I know this restriction and alternative to rewrite SQL. But I wonder the reason why? Can anyone provide a inference on this restriction?
A query like
select * from table where id in (select id from othertable)
will basically be interpreted as
select * from table where exists
(select id from othertable where table.id = othertable.id)
That is what you expect for that query. You especially expect the IN
query to use the index on othertable.id
. In the manual, it is described as
Some optimizations that MySQL itself makes are: [...]
- MySQL rewrites IN, ALL, ANY, and SOME subqueries in an attempt to take advantage of the possibility that the select-list columns in the subquery are indexed.
These are, not by pure coincidence, exactly the four operators mentioned in the error message if you add a limit
:
select * from table where id in
(select id from othertable order by id limit 10)
ERROR 1235 (42000): This version of MySQL doesn't yet support 'LIMIT & IN/ALL/ANY/SOME subquery'.
Rewriting that query in a similar way is not directly possible anymore, as it is something different than
select * from table where exists
(select id from othertable where table.id = othertable.id
order by id limit 10)
To execute the IN
with a limit, MySQL could retrieve the 10 first rows of othertable
, store that resultset as a derived subtable and check if the id is in there. And you can of course do exactly that:
select * from table where id in
(select id from
(select id from othertable order by id limit 10) subtable)
This will, in analogy to the first example, be interpreted as
select * from table where exists
(select * from
(select id from othertable order by id limit 10) subtable
where table.id = subtable.id)
So it is a mixture of how the optimizer works (it will rewrite the query), how limit
works (it stops execution after finding rows, not skipping them), what is expected (the use of indexes) and ultimately if the developers decided to allow a specific syntax or not.
You could argue that MySQL could always fall back to execute the query as a derived table if it encounters IN
with a limit
subquery - but so could you by explicitely using a derived subtable. You could also argue that you can think of ways to implement that or implement that differently - and you are right, there are. That's why there is a "yet" in the error message. So feel free to implement them or at least describe them e.g. in a feature request as thoroughly as possible and under consideration of how all the other parts of MySQL work. But make sure they are actually faster than just using a subtable.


-- Work to be completed --
Copy each line of the data that has "CALCULUS" in it.

-- Entries shown --
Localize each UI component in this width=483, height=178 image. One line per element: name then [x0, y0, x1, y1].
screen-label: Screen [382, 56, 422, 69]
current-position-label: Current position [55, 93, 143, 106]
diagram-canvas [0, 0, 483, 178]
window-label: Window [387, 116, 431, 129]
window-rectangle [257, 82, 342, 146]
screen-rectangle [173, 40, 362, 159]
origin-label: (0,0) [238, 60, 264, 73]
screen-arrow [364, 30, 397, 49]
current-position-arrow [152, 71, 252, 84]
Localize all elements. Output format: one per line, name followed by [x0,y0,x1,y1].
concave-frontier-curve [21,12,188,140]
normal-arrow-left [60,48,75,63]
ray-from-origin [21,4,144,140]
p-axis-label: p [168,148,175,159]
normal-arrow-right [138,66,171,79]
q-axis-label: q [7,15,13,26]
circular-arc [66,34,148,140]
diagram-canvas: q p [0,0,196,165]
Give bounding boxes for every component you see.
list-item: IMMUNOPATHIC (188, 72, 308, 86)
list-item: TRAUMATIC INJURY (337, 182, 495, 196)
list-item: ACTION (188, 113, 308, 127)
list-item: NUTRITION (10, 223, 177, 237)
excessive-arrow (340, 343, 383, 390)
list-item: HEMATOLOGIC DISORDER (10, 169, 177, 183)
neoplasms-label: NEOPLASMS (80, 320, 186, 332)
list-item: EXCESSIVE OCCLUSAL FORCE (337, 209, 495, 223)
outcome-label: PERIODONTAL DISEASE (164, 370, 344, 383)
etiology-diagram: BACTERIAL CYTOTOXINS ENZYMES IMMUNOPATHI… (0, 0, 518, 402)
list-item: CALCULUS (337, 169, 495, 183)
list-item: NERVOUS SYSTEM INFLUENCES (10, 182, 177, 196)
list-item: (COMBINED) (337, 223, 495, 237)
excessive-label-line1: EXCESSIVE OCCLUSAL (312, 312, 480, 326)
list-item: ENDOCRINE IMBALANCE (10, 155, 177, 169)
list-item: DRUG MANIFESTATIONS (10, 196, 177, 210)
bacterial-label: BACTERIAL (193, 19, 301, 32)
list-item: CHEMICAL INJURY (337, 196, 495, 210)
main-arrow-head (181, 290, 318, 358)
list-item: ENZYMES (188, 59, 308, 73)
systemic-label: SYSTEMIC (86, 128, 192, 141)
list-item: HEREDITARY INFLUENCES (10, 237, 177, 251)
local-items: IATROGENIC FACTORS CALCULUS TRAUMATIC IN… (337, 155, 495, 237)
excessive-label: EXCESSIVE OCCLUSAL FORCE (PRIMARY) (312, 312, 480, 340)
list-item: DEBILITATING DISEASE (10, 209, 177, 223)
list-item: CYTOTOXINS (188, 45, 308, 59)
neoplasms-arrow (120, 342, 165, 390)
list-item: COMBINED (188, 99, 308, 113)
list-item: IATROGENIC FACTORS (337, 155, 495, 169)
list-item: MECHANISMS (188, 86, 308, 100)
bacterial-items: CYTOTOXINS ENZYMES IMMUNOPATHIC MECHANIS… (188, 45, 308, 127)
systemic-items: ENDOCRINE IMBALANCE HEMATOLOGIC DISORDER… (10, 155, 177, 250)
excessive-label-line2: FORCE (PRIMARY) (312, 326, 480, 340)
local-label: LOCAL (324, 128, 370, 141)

-- Task output --
list-item: CALCULUS (337, 169, 495, 183)
local-items: IATROGENIC FACTORS CALCULUS TRAUMATIC IN… (337, 155, 495, 237)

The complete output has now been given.